8/10
Internal Paranoia vs External Alienation. Jeeesh!
26 May 2021
This odd, offbeat film is a true cultural artifact of its time -- the turbulent, disorienting, angst drenched brief period of transition from the exuberant, flowery, naive 60s to the cold, crass, furiously superficial 70s. Tough times, emotionally and psychologically, for anyone who was paying any kind of attention to the rapid evaporation of that quaint, doomed-from-its-birth concept popularly advertised as "The American Dream." In other words, this weird movie is an artified expression of that outrageously surreal absurdity that we know and fear as Reality. Heavy, man.

Sure, Dustin Hoffman is thoroughly captivating, radiating his signature brand of endearingly charming neurosis as Georgie Solloway, a Dylanesque Folk/Pop Singer/Songwriter Star; a sort of hippiefied, odder, more troubled Woody Allen vibe. New York City just seemed to be rife with these kind of semi-tragic self absorbed antihero types whose only superpower is blunt unfiltered honesty. Trainfulls of 'em zigzagging across town and zipping up and down the island, like motorized armadas of nervous nutty nebbishy nobodys. Except Georgie is a Somebody.

And then he meets his perfect match in the delightfully distracted, lovely lady Allison played brilliantly by Barbara Harris. Allison's a singer/actress, of course, who hasn't had a linear (boring) thought in probably 1,000 years. She's a force of nature in a miniskirt, if nature lives in a 5 story walkup on the Lower West Side. Georgie and Allison chat aimiably about death and tedious trivialities, as well as about the weight of their own individual private universes. It's often fascinating conversation and almost just as often mind numbing, in a strangely delicate, sweet way.

He trusts his psychoanalyst/therapist of 7+ years, played by the always solid and impressive Jack Warden, who happens to be an accent hopping Sigmund Freud wannabe, at least in the clouded, warped eyes and mind of poor struggling Georgie. It's a fun conceit, and Georgie even hallucinates his doctor suddenly breaking out in a musical number that has him pleasantly exclaiming just how sick he is of listening to Georgie's neverending tales of woe. It's very funny.

Georgie's frequent suicide fantasies are sprung on us with little or no warning, the cummulative effect of which leaves us nearly indifferent to the prospect that he may actually go through with it soon enough. It's a genuinely peculiar emotional limbo that we're placed in by all the wild, wacky, frantic shennanigans, one that doesn't fully reveal its profound psychological impact till well after the end credits have run. Perhaps days later.

In fact, the ending is so confidently content to leave us unsure of just what the holy heck we've been gawking at for the past 108 minutes, it all ultimately actually seems to somehow make sense. Somehow. Sort of... Don't think about it too much, it'll only drive ya nuts.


## EXERCISE
Using the records below, filter for lines that contain the string "license" and copy them out.
────────────────────
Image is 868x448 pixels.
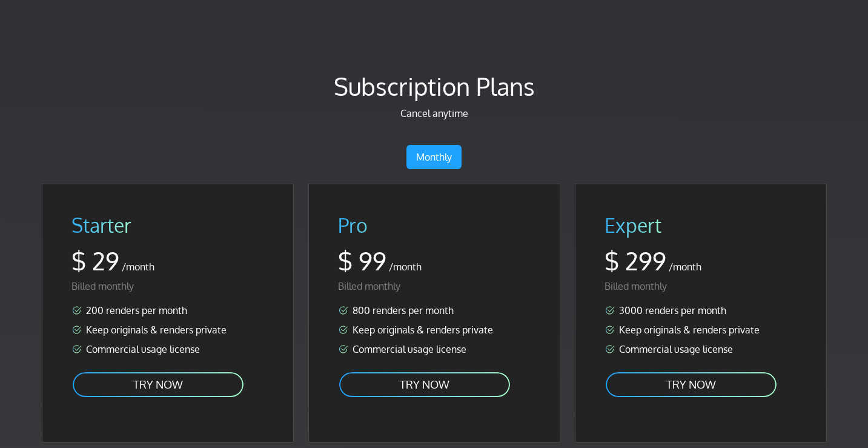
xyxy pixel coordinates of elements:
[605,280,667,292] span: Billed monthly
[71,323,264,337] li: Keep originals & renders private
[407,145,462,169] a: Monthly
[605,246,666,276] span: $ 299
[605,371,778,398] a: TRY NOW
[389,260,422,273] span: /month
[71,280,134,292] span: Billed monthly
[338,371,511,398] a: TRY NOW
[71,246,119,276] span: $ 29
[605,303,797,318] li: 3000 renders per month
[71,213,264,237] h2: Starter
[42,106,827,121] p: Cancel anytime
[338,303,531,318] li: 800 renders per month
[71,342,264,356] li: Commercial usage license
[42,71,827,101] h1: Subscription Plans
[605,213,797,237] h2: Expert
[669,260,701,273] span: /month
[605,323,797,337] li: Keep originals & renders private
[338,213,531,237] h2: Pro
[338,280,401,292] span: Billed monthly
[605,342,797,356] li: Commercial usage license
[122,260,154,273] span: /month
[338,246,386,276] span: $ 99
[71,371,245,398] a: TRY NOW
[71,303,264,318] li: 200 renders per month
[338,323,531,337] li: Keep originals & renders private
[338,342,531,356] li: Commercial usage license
────────────────────
## EXERCISE SOLUTION
[71,342,264,356] li: Commercial usage license
[605,342,797,356] li: Commercial usage license
[338,342,531,356] li: Commercial usage license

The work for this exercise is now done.